Supported annotations:
| Annotation | Scope | Purpose |
|---|---|---|
// @qa-page: billing |
File | Optional page id override. |
// @qa-scenario: ACTIVE |
File | Required QA scenario id or intent label. |
// @qa-live-skip: true |
File | Skip this scenario in live QA. |
// @qa-always-run: true |
File | Keep the scenario eligible even when default filtering would skip it. |
// @qa-fixture: avatar=tests/fixtures/qa-avatar.png |
test |
Name a fixture file used by this specific test. Add it above each test that needs the fixture. |
// @qa-live-policy: readonly |
test or describe |
Tell live QA how safely this test can be judged.
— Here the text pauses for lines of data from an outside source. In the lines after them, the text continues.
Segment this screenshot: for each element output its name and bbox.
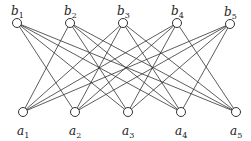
label-a5: a5: [230, 124, 242, 140]
label-a3: a3: [122, 124, 134, 140]
node-a1: [19, 108, 28, 117]
node-a4: [177, 108, 186, 117]
edge-b5-a1: [23, 24, 230, 112]
edge-b3-a1: [23, 23, 123, 112]
label-b1: b1: [11, 4, 24, 20]
edge-b5-a4: [181, 24, 230, 112]
node-a3: [124, 108, 133, 117]
edge-b4-a2: [75, 23, 177, 112]
label-b3: b3: [117, 4, 130, 20]
label-a4: a4: [175, 124, 187, 140]
node-a5: [232, 108, 241, 117]
edge-b5-a3: [128, 24, 230, 112]
edge-b4-a3: [128, 23, 177, 112]
label-b5: b5: [224, 5, 237, 21]
label-a2: a2: [69, 124, 81, 140]
bipartite-graph: b1b2b3b4b5a1a2a3a4a5: [0, 0, 251, 141]
label-b2: b2: [64, 4, 77, 20]
node-a2: [71, 108, 80, 117]
label-a1: a1: [17, 124, 29, 140]
edge-b3-a4: [123, 23, 181, 112]
edge-b4-a5: [177, 23, 236, 112]
label-b4: b4: [171, 4, 184, 20]
edges-group: [17, 23, 236, 112]
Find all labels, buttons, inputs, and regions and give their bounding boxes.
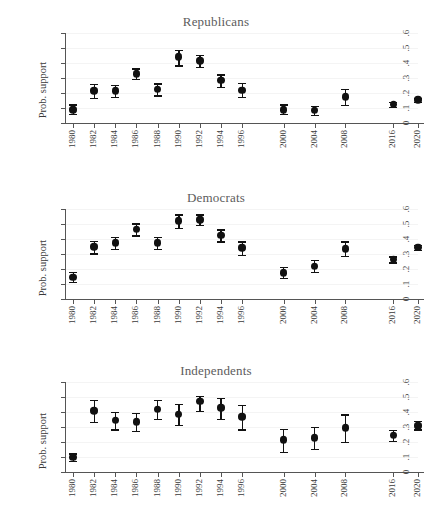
x-axis-tick	[345, 472, 346, 477]
data-point-marker	[342, 245, 350, 253]
y-axis-tick-label: .1	[402, 105, 411, 112]
data-point-marker	[112, 239, 120, 247]
x-axis-tick	[242, 299, 243, 304]
data-point-marker	[90, 87, 98, 95]
x-axis-tick-label: 1996	[237, 306, 246, 324]
x-axis-tick	[73, 299, 74, 304]
error-bar-cap-lower	[69, 461, 77, 462]
y-axis-tick-label: .5	[402, 394, 411, 401]
y-axis-tick-label: .2	[402, 266, 411, 273]
x-axis-tick	[221, 299, 222, 304]
y-axis-tick-label: .4	[402, 409, 411, 416]
y-axis-tick-label: .6	[402, 206, 411, 213]
error-bar-cap-lower	[238, 255, 246, 256]
x-axis-tick	[221, 123, 222, 128]
x-axis-tick-label: 1988	[153, 306, 162, 324]
error-bar-cap-upper	[196, 55, 204, 56]
y-axis-tick	[61, 254, 66, 255]
data-point-marker	[217, 404, 225, 412]
panel-title-independents: Independents	[0, 363, 432, 379]
error-bar-cap-lower	[154, 95, 162, 96]
x-axis-tick	[345, 123, 346, 128]
data-point-marker	[390, 432, 398, 440]
error-bar-cap-upper	[111, 412, 119, 413]
x-axis-tick-label: 2016	[388, 130, 397, 148]
x-axis-tick-label: 1980	[68, 479, 77, 497]
x-axis-tick	[136, 299, 137, 304]
data-point-marker	[311, 434, 319, 442]
error-bar-cap-lower	[280, 114, 288, 115]
error-bar-cap-lower	[217, 419, 225, 420]
error-bar-cap-upper	[311, 427, 319, 428]
x-axis-tick-label: 2020	[413, 130, 422, 148]
data-point-marker	[154, 86, 162, 94]
data-point-marker	[133, 70, 141, 78]
error-bar-cap-upper	[111, 237, 119, 238]
error-bar-cap-lower	[175, 228, 183, 229]
error-bar-cap-upper	[238, 405, 246, 406]
y-axis-tick	[61, 33, 66, 34]
data-point-marker	[112, 417, 120, 425]
y-axis-tick	[61, 239, 66, 240]
data-point-marker	[390, 101, 398, 109]
gridline	[66, 442, 418, 443]
error-bar-cap-lower	[238, 429, 246, 430]
panel-title-democrats: Democrats	[0, 190, 432, 206]
x-axis-tick	[200, 299, 201, 304]
data-point-marker	[90, 407, 98, 415]
x-axis-tick-label: 1996	[237, 130, 246, 148]
x-axis-tick	[418, 472, 419, 477]
gridline	[66, 63, 418, 64]
data-point-marker	[311, 262, 319, 270]
x-axis-tick	[179, 123, 180, 128]
y-axis-tick	[61, 412, 66, 413]
error-bar-cap-lower	[175, 65, 183, 66]
y-axis-tick	[61, 427, 66, 428]
x-axis-tick-label: 2020	[413, 479, 422, 497]
data-point-marker	[238, 413, 246, 421]
error-bar-cap-lower	[90, 253, 98, 254]
y-axis-tick-label: .5	[402, 221, 411, 228]
error-bar-cap-upper	[341, 414, 349, 415]
data-point-marker	[217, 232, 225, 240]
x-axis-tick-label: 1990	[174, 130, 183, 148]
error-bar-cap-lower	[132, 431, 140, 432]
x-axis-tick-label: 1988	[153, 130, 162, 148]
gridline	[66, 33, 418, 34]
x-axis-tick-label: 1990	[174, 479, 183, 497]
x-axis-tick-label: 1994	[216, 306, 225, 324]
panel-republicans: Republicans Prob. support 0.1.2.3.4.5.61…	[0, 0, 432, 180]
error-bar-cap-upper	[154, 83, 162, 84]
x-axis-tick-label: 1982	[89, 306, 98, 324]
data-point-marker	[390, 256, 398, 264]
data-point-marker	[175, 53, 183, 61]
y-axis-tick-label: .2	[402, 439, 411, 446]
y-axis-tick-label: .1	[402, 281, 411, 288]
data-point-marker	[196, 216, 204, 224]
y-axis-tick-label: .2	[402, 90, 411, 97]
plot-area-republicans: 0.1.2.3.4.5.6198019821984198619881990199…	[66, 33, 418, 123]
error-bar-cap-lower	[311, 449, 319, 450]
x-axis-tick-label: 1984	[110, 479, 119, 497]
x-axis-tick-label: 1984	[110, 306, 119, 324]
error-bar-cap-upper	[175, 214, 183, 215]
data-point-marker	[133, 418, 141, 426]
x-axis-tick-label: 1996	[237, 479, 246, 497]
x-axis-tick	[94, 472, 95, 477]
x-axis-line	[65, 299, 424, 300]
panel-title-republicans: Republicans	[0, 14, 432, 30]
error-bar-cap-upper	[175, 50, 183, 51]
error-bar-cap-upper	[90, 241, 98, 242]
panel-independents: Independents Prob. support 0.1.2.3.4.5.6…	[0, 355, 432, 527]
y-axis-tick	[61, 209, 66, 210]
x-axis-tick	[315, 299, 316, 304]
error-bar-cap-upper	[311, 260, 319, 261]
error-bar-cap-lower	[217, 241, 225, 242]
y-axis-tick	[61, 472, 66, 473]
y-axis-tick-label: 0	[402, 121, 411, 126]
x-axis-tick	[94, 123, 95, 128]
y-axis-title-independents: Prob. support	[37, 413, 48, 470]
x-axis-tick	[242, 472, 243, 477]
x-axis-tick-label: 2000	[279, 306, 288, 324]
error-bar-cap-lower	[132, 79, 140, 80]
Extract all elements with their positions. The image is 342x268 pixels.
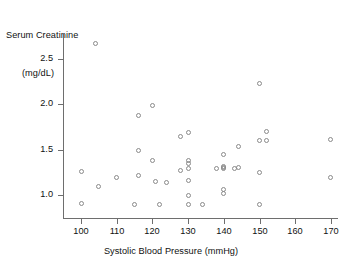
data-point [157, 202, 162, 207]
x-tick-label: 140 [209, 226, 239, 236]
data-point [136, 148, 141, 153]
y-tick [58, 104, 63, 105]
x-tick [295, 219, 296, 224]
data-point [150, 103, 155, 108]
x-tick [81, 219, 82, 224]
data-point [221, 191, 226, 196]
data-point [186, 158, 191, 163]
data-point [153, 179, 158, 184]
data-point [186, 161, 191, 166]
x-tick [224, 219, 225, 224]
x-tick [152, 219, 153, 224]
data-point [221, 165, 226, 170]
data-point [257, 81, 262, 86]
x-tick-label: 150 [245, 226, 275, 236]
data-point [232, 166, 237, 171]
data-point [178, 168, 183, 173]
data-point [132, 202, 137, 207]
y-axis-title-line1: Serum Creatinine [0, 29, 150, 42]
data-point [264, 129, 269, 134]
data-point [257, 170, 262, 175]
data-point [186, 193, 191, 198]
data-point [79, 169, 84, 174]
y-tick-label: 1.0 [23, 189, 53, 199]
x-tick-label: 110 [102, 226, 132, 236]
x-tick [117, 219, 118, 224]
x-tick [188, 219, 189, 224]
scatter-chart-figure: Serum Creatinine (mg/dL) 1.01.52.02.5100… [0, 0, 342, 268]
data-point [186, 178, 191, 183]
data-point [136, 173, 141, 178]
x-axis-title: Systolic Blood Pressure (mmHg) [0, 246, 342, 256]
y-tick [58, 195, 63, 196]
data-point [328, 137, 333, 142]
data-point [136, 113, 141, 118]
y-tick [58, 150, 63, 151]
x-tick-label: 100 [66, 226, 96, 236]
data-point [178, 134, 183, 139]
y-axis-title-line2: (mg/dL) [0, 67, 150, 80]
data-point [186, 130, 191, 135]
data-point [236, 144, 241, 149]
data-point [186, 166, 191, 171]
data-point [214, 166, 219, 171]
data-point [164, 180, 169, 185]
x-tick-label: 170 [316, 226, 342, 236]
data-point [79, 201, 84, 206]
data-point [221, 164, 226, 169]
data-point [264, 138, 269, 143]
data-point [236, 165, 241, 170]
data-point [221, 187, 226, 192]
x-tick-label: 130 [173, 226, 203, 236]
data-point [96, 184, 101, 189]
data-point [200, 202, 205, 207]
x-tick [260, 219, 261, 224]
data-point [221, 166, 226, 171]
x-tick-label: 120 [137, 226, 167, 236]
data-point [114, 175, 119, 180]
data-point [186, 202, 191, 207]
data-point [257, 202, 262, 207]
data-point [257, 138, 262, 143]
data-point [150, 158, 155, 163]
y-axis-title: Serum Creatinine (mg/dL) [0, 4, 150, 104]
x-tick [331, 219, 332, 224]
x-axis-line [63, 218, 338, 219]
data-point [328, 175, 333, 180]
data-point [221, 152, 226, 157]
x-tick-label: 160 [280, 226, 310, 236]
y-tick-label: 1.5 [23, 144, 53, 154]
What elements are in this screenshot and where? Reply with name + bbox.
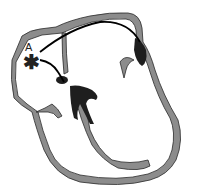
heart-diagram <box>0 0 197 196</box>
pathway-upper <box>40 22 140 52</box>
label-star: ✱ <box>23 52 40 72</box>
conduction-dark-regions <box>56 38 147 124</box>
septum <box>36 33 150 170</box>
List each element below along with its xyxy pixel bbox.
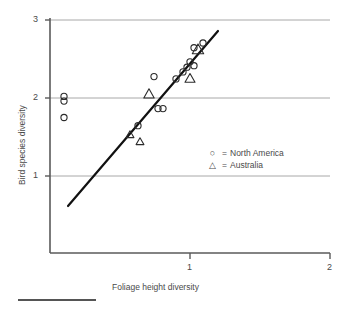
regression-line (68, 31, 218, 206)
data-point-triangle (144, 89, 154, 98)
data-point-circle (61, 114, 67, 120)
data-point-triangle (185, 74, 195, 83)
circle-marker-icon: ○ (206, 147, 219, 159)
triangle-marker-icon: △ (206, 159, 219, 171)
y-tick-label-3: 3 (33, 15, 38, 24)
data-point-circle (191, 63, 197, 69)
data-point-circle (61, 98, 67, 104)
x-tick-label-1: 1 (187, 263, 192, 272)
gridlines (50, 20, 330, 176)
figure-container: 3 2 1 1 2 Bird species diversity Foliage… (0, 0, 346, 309)
y-tick-label-1: 1 (33, 171, 38, 180)
legend-equals-sign: = (219, 159, 230, 171)
legend-row-north-america: ○ = North America (206, 147, 284, 159)
y-axis-title: Bird species diversity (18, 105, 27, 185)
legend-label-australia: Australia (230, 159, 263, 171)
x-tick-label-2: 2 (327, 263, 332, 272)
y-tick-label-2: 2 (33, 93, 38, 102)
tick-marks (45, 20, 330, 259)
axes-lines (50, 18, 330, 253)
legend-row-australia: △ = Australia (206, 159, 284, 171)
legend: ○ = North America △ = Australia (206, 147, 284, 171)
legend-label-north-america: North America (230, 147, 284, 159)
legend-equals-sign: = (219, 147, 230, 159)
data-point-circle (151, 74, 157, 80)
x-axis-title: Foliage height diversity (112, 283, 199, 292)
scatter-plot (0, 0, 346, 309)
data-point-circle (200, 40, 206, 46)
series-north-america-markers (61, 40, 206, 129)
data-point-triangle (136, 138, 144, 145)
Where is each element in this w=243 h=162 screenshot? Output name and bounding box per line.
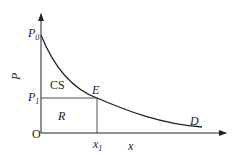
x-axis-label: x [127, 139, 134, 153]
x1-label: x1 [92, 137, 102, 153]
demand-diagram: P0 P1 O x1 x P CS R E D [0, 0, 243, 162]
origin-label: O [32, 127, 41, 141]
p0-label: P0 [27, 26, 39, 42]
y-axis-label: P [9, 72, 23, 81]
equilibrium-label: E [91, 83, 100, 97]
demand-label: D [189, 114, 199, 128]
p1-label: P1 [27, 90, 39, 106]
revenue-label: R [57, 109, 66, 123]
consumer-surplus-label: CS [50, 78, 65, 92]
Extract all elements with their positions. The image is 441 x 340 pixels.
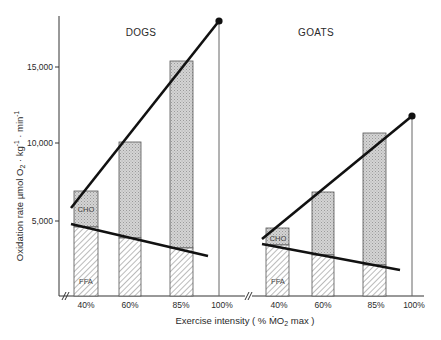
bar-segment-cho: [312, 192, 334, 255]
y-tick-10000: 10,000: [27, 138, 53, 148]
bar-dogs-85: [170, 61, 193, 296]
bar-segment-ffa: [170, 248, 193, 296]
cho-label: CHO: [78, 205, 95, 214]
x-tick-goats-85: 85%: [367, 300, 384, 310]
bar-dogs-40: CHO FFA: [74, 191, 98, 296]
x-tick-dogs-40: 40%: [77, 300, 94, 310]
oxidation-rate-chart: 15,000 10,000 5,000 Oxidation rate µmol …: [0, 0, 441, 340]
x-tick-dogs-60: 60%: [121, 300, 138, 310]
ffa-label: FFA: [79, 277, 93, 286]
bar-segment-cho: [119, 142, 141, 238]
bar-goats-40: CHO FFA: [266, 228, 289, 296]
y-tick-5000: 5,000: [32, 216, 54, 226]
bar-segment-ffa: [266, 245, 289, 296]
y-tick-15000: 15,000: [27, 62, 53, 72]
panel-title-goats: GOATS: [298, 27, 334, 38]
bar-segment-ffa: [363, 265, 386, 296]
panel-goats: GOATS CHO FFA 40% 60% 85% 100%: [262, 27, 425, 310]
bar-segment-ffa: [119, 238, 141, 296]
x-tick-goats-100: 100%: [403, 300, 425, 310]
cho-label: CHO: [270, 234, 287, 243]
x-axis-title: Exercise intensity ( % ṀO2 max ): [175, 315, 314, 327]
x-tick-dogs-100: 100%: [211, 300, 233, 310]
x-tick-goats-40: 40%: [270, 300, 287, 310]
bar-segment-cho: [170, 61, 193, 248]
axis-break-middle: [245, 292, 252, 300]
x-tick-dogs-85: 85%: [172, 300, 189, 310]
y-axis-title: Oxidation rate µmol O2 · kg-1 · min-1: [13, 110, 26, 261]
max-point-dogs: [215, 17, 222, 24]
bar-goats-60: [312, 192, 334, 296]
bar-goats-85: [363, 133, 386, 296]
total-trend-line-dogs: [71, 21, 219, 208]
max-point-goats: [408, 112, 415, 119]
panel-dogs: DOGS CHO FFA 40% 60% 85% 100%: [71, 17, 233, 310]
bar-dogs-60: [119, 142, 141, 296]
panel-title-dogs: DOGS: [126, 27, 157, 38]
ffa-label: FFA: [271, 277, 285, 286]
total-trend-line-goats: [262, 116, 412, 239]
x-tick-goats-60: 60%: [314, 300, 331, 310]
bar-segment-ffa: [312, 255, 334, 296]
y-axis: 15,000 10,000 5,000 Oxidation rate µmol …: [13, 16, 59, 296]
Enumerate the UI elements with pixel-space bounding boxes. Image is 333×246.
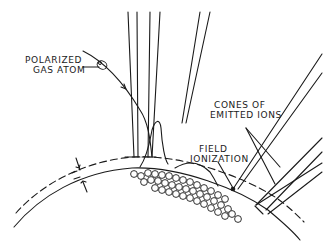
gap-dimension-arrows (72, 158, 87, 192)
diagram-drawing (0, 0, 333, 246)
vertical-ion-cone (125, 12, 160, 157)
label-line: FIELD (190, 144, 249, 154)
label-line: GAS ATOM (25, 65, 85, 75)
field-ionization-diagram: POLARIZED GAS ATOM CONES OF EMITTED IONS… (0, 0, 333, 246)
field-ionization-label: FIELD IONIZATION (190, 144, 249, 164)
label-line: EMITTED IONS (210, 110, 282, 120)
label-line: IONIZATION (190, 154, 249, 164)
label-line: POLARIZED (25, 55, 85, 65)
surface-atom-spheres (131, 170, 242, 223)
label-line: CONES OF (210, 100, 282, 110)
middle-ion-cone (182, 12, 210, 123)
angled-ion-cones (233, 54, 322, 214)
cones-of-emitted-ions-label: CONES OF EMITTED IONS (210, 100, 282, 120)
polarized-gas-atom-label: POLARIZED GAS ATOM (25, 55, 85, 75)
ionization-point (231, 187, 235, 191)
polarized-gas-atom (96, 59, 108, 70)
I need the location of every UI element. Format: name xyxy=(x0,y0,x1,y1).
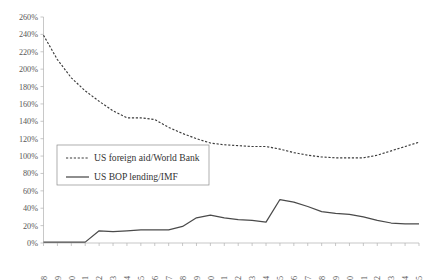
x-axis-tick-label: 1996 xyxy=(290,276,299,280)
x-axis-tick-label: 1985 xyxy=(137,276,146,280)
x-axis-tick-label: 1986 xyxy=(151,276,160,280)
y-axis: 0%20%40%60%80%100%120%140%160%180%200%22… xyxy=(19,13,44,248)
x-axis-tick-label: 2000 xyxy=(346,276,355,280)
x-axis-tick-label: 2002 xyxy=(373,276,382,280)
line-chart: 0%20%40%60%80%100%120%140%160%180%200%22… xyxy=(0,0,424,280)
chart-container: 0%20%40%60%80%100%120%140%160%180%200%22… xyxy=(0,0,424,280)
series-line xyxy=(44,35,420,158)
x-axis-tick-label: 1988 xyxy=(179,276,188,280)
x-axis-tick-label: 1982 xyxy=(95,276,104,280)
y-axis-tick-label: 180% xyxy=(19,83,38,92)
x-axis: 1978197919801981198219831984198519861987… xyxy=(40,243,424,280)
legend-label: US foreign aid/World Bank xyxy=(94,152,200,163)
data-series-group xyxy=(44,35,420,242)
y-axis-tick-label: 200% xyxy=(19,65,38,74)
y-axis-tick-label: 140% xyxy=(19,117,38,126)
x-axis-tick-label: 1995 xyxy=(276,276,285,280)
x-axis-tick-label: 1991 xyxy=(220,276,229,280)
x-axis-tick-label: 1993 xyxy=(248,276,257,280)
x-axis-tick-label: 2001 xyxy=(360,276,369,280)
legend-label: US BOP lending/IMF xyxy=(94,171,178,182)
chart-legend: US foreign aid/World BankUS BOP lending/… xyxy=(57,145,209,185)
x-axis-tick-label: 2005 xyxy=(415,276,424,280)
y-axis-tick-label: 80% xyxy=(23,169,38,178)
y-axis-tick-label: 260% xyxy=(19,13,38,22)
y-axis-tick-label: 220% xyxy=(19,48,38,57)
series-line xyxy=(44,200,420,243)
x-axis-tick-label: 1994 xyxy=(262,276,271,280)
y-axis-tick-label: 160% xyxy=(19,100,38,109)
x-axis-tick-label: 2003 xyxy=(387,276,396,280)
x-axis-tick-label: 1978 xyxy=(40,276,49,280)
x-axis-tick-label: 1987 xyxy=(165,276,174,280)
x-axis-tick-label: 1989 xyxy=(193,276,202,280)
y-axis-tick-label: 40% xyxy=(23,204,38,213)
x-axis-tick-label: 1979 xyxy=(54,276,63,280)
y-axis-tick-label: 60% xyxy=(23,187,38,196)
x-axis-tick-label: 1981 xyxy=(81,276,90,280)
y-axis-tick-label: 100% xyxy=(19,152,38,161)
x-axis-tick-label: 1990 xyxy=(207,276,216,280)
x-axis-tick-label: 1980 xyxy=(68,276,77,280)
x-axis-tick-label: 1999 xyxy=(332,276,341,280)
y-axis-tick-label: 20% xyxy=(23,222,38,231)
y-axis-tick-label: 0% xyxy=(27,239,38,248)
y-axis-tick-label: 240% xyxy=(19,30,38,39)
x-axis-tick-label: 1992 xyxy=(234,276,243,280)
x-axis-tick-label: 1998 xyxy=(318,276,327,280)
y-axis-tick-label: 120% xyxy=(19,135,38,144)
x-axis-tick-label: 2004 xyxy=(401,276,410,280)
x-axis-tick-label: 1983 xyxy=(109,276,118,280)
x-axis-tick-label: 1984 xyxy=(123,276,132,280)
x-axis-tick-label: 1997 xyxy=(304,276,313,280)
Add it above each test; use describe only when every child test shares the same policy. |
File-level annotations should be placed at the top of the spec file, before imports:
// @qa-page: billing
// @qa-scenario: ACTIVE
// @qa-live-skip: true
// @qa-always-run: true
import { expect, test } from "@playwright/test";Supported @qa-live-policy values:
| Value | Meaning |
|---|---|
readonly |
Safe read-only verification. |
safe-interaction |
Safe interaction is allowed. |
safe-interaction-no-confirm |
Interaction is allowed, but final confirmation/destructive submit should not be clicked. |
mock-judgment |
Original test depends on mocked API state; Hermes should judge whether live UI reasonably matches intent. |
subscription-mutation |
Subscription or billing mutation; block live execution and treat as unsafe for staging automation. |
auth-mock |
Auth is mocked in the Playwright test; block direct live execution. |
skip |
Explicitly skip live QA for this test. |
Minimal annotation:
// @qa-scenario: A billing user can see the inactive subscription stateTest-level annotations:
// Put these above each test.
// @qa-live-policy: readonly
// @qa-fixture: avatar=tests/fixtures/qa-avatar.pngExample Playwright spec:
// @qa-page: billing
// @qa-scenario: A billing user can see the inactive subscription state
import { expect, test } from "@playwright/test";
// @qa-live-policy: readonly
// @qa-fixture: avatar=tests/fixtures/qa-avatar.png
test("shows inactive billing state", async ({ page }) => {
await page.goto("/settings/billing");
await expect(page.getByRole("heading", { name: "Billing" })).toBeVisible();
await expect(page.getByText("Inactive subscription")).toBeVisible();
await expect(page.getByRole("button", { name: "Upgrade" })).toBeVisible();
});Example with a live policy:
// @qa-page: billing
// @qa-scenario: CANCEL_SUBSCRIPTION
import { expect, test } from "@playwright/test";
test.describe("Billing cancellation", () => {
// @qa-live-policy: safe-interaction-no-confirm
test("opens the cancellation confirmation dialog", async ({ page }) => {
await page.goto("/settings/billing");
await page.getByRole("button", { name: "Cancel subscription" }).click();
await expect(page.getByRole("dialog")).toBeVisible();
await expect(
page.getByRole("button", { name: "Confirm cancellation" }),
).toBeVisible();
});
});The CLI reads the spec as source material. It does not run Playwright against staging.
Default paths:
src/page/{page}/__tests__/*.spec.ts
src/page/{page}/__QA__/
Common output files:
{page}-qa-spec.json
{page}-qa-spec-abstracted.json
{page}-qa-spec-live.json
{page}-qa-spec-live.md
{page}-qa-judge-plan.md
{page}-hermes-judgment.json
{page}-hermes-judgment.md
{page}-hermes-raw-output.txt
- Node.js 20+
- Playwright specs in the app repo
- Hermes Agent installed and configured
- Staging credentials for
judgeandnightlywhenauthRequiredis notfalse
Install Hermes Agent:
curl -fsSL https://raw.githubusercontent.com/NousResearch/hermes-agent/main/scripts/install.sh \
| bash -s -- --skip-setup --skip-browserHermes needs an inference model in ~/.hermes/config.yaml or HERMES_INFERENCE_MODEL.
This tool is not:
- a replacement for deterministic Playwright CI
- a replacement for API contract tests
- a deterministic production test runner
- safe for destructive flows unless explicitly marked as skipped or safe
- guaranteed to catch backend regressions that do not affect visible UI, DOM, screenshots, navigation, or user-facing copy
- a full QA engineer replacement
It automates the first-pass live staging judgment layer and escalates uncertain cases.